Pop a lid, and it’s Peters all the way to the bottom1.
Now, I have this knack/ability to talk to people regardless of their background, dig up stuff, and hit a hierarchy where it hurts the most – by actually fixing problems that the “normal” organization can’t address. Like I wrote before, I fix things that other people design broken. It’s not something I started out doing of my own free will, though – it sort of happened along.
Like a few others, I’ve tried to follow a track that avoided the pitfalls of becoming incompetent at what I do while witnessing first hand others reaching that very point, but now I find that I’m quickly running out of room, and that few (if any) organizations allow you a sane mixture of both management and hands-on control of what is happening.
It’s sort of like being in a permanent slow-motion car crash – a sensation that indeed started happening for me 20 years ago.
The interesting thing for me is that I am self-aware enough to realize that although portions of this ability of mine are innate, the bulk of it comes from my having, over the years, consciously overcome almost pathological shyness and the usual anti-social (or rather, para-social) behavior usually associated with those of an intellectual bent2.
My rewards have so far been mixed (if any) and regardless of what I do people keep trying to “define” me into a box (usually making the crass mistake of assuming I’ll be more interested in technical things), but it’s clear for me that this is a path of diminishing returns – as long as people mistake me for “the techie guy” instead of focusing on the results I deliver, I’ll never really find job satisfaction.

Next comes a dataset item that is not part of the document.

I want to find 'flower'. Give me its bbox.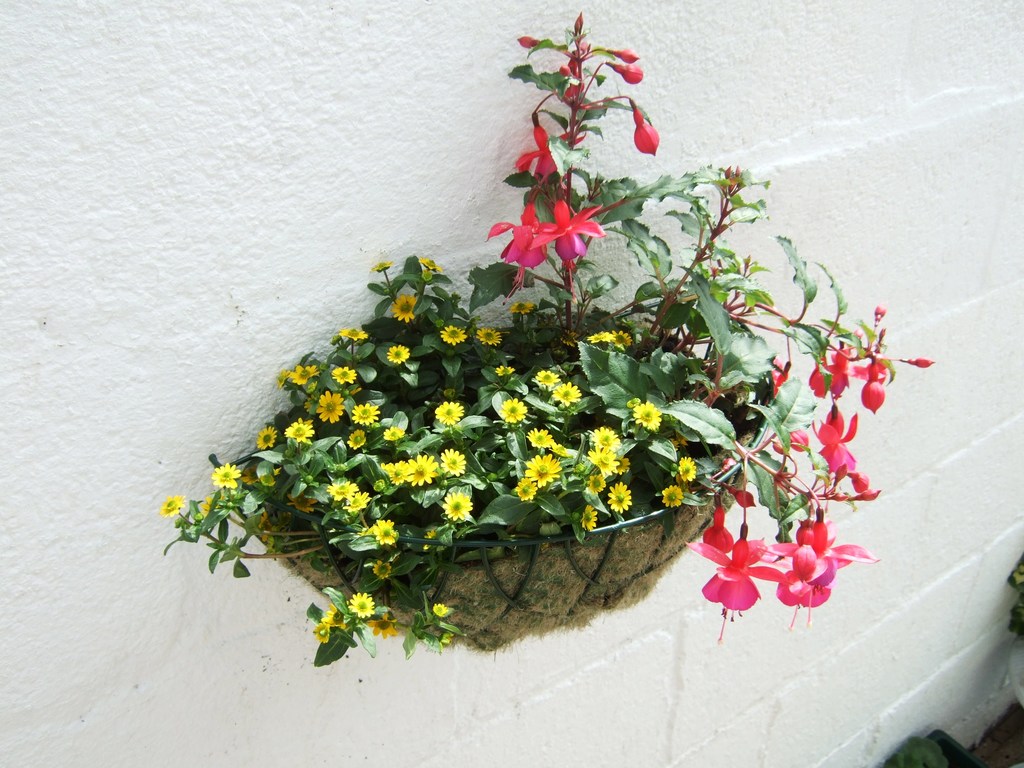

Which, together with the following comment on that 20 year post left by one of my teachers (the guy who taught us most of what I know about chip design, and who was our graduation project counselor):
Speaking as one of the sergeants who made the grunts sweat, you guys were good.
Happy trails.
…makes me pretty sure that a) the Army has the best take on leadership and b) it’s time to break ranks and look for that trail again.

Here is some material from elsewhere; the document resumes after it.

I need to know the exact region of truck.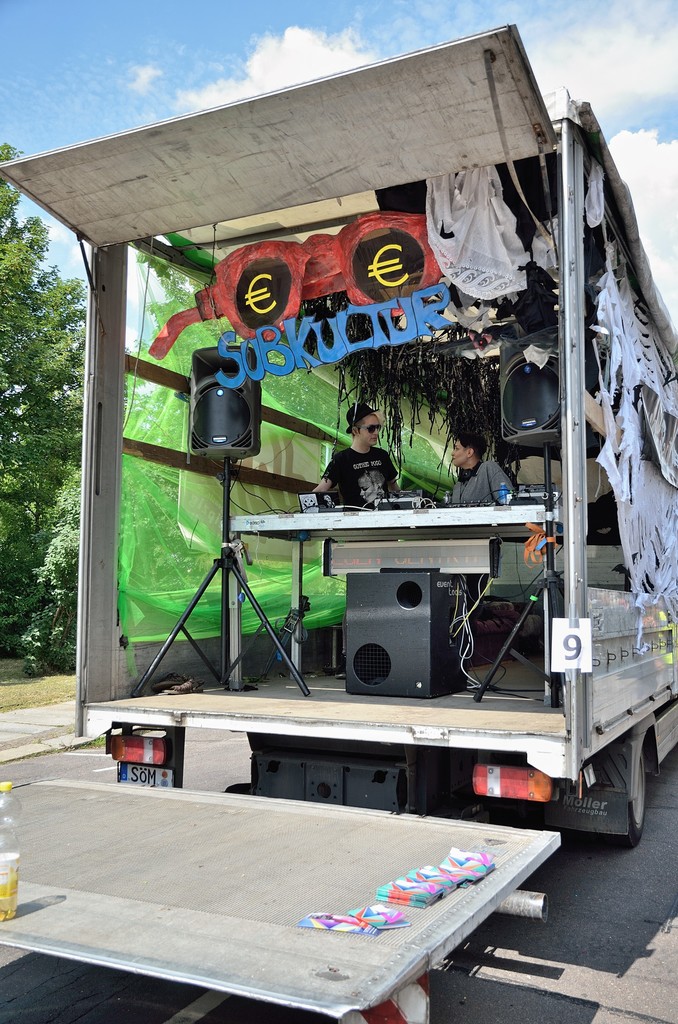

Update: Pedro Santos pointed me to the “Wikipedia entry on the Dunning-Kruger effect”:Wikipedia:Dunning-Kruger_effect and its “Bertrand Russell”:Wikipedia:Bertrand_Russell quote, which resonates with the above rather nicely:
The trouble with the world is that the stupid are cocksure and the intelligent are full of doubt.
—
1 I prefer the “Dilbert Principle”:Wikipedia:Dilbert_Principle myself since it states that the majority of real, productive work in a company is done by people lower in the power ladder, but fully agree that It is possible for both Principles to be simultaneously active in a single organization.
2 The key to that was, of course, my rather peculiar sense of humor, which I try to put to good use whenever possible, either as an outlet or as a way to get my points across.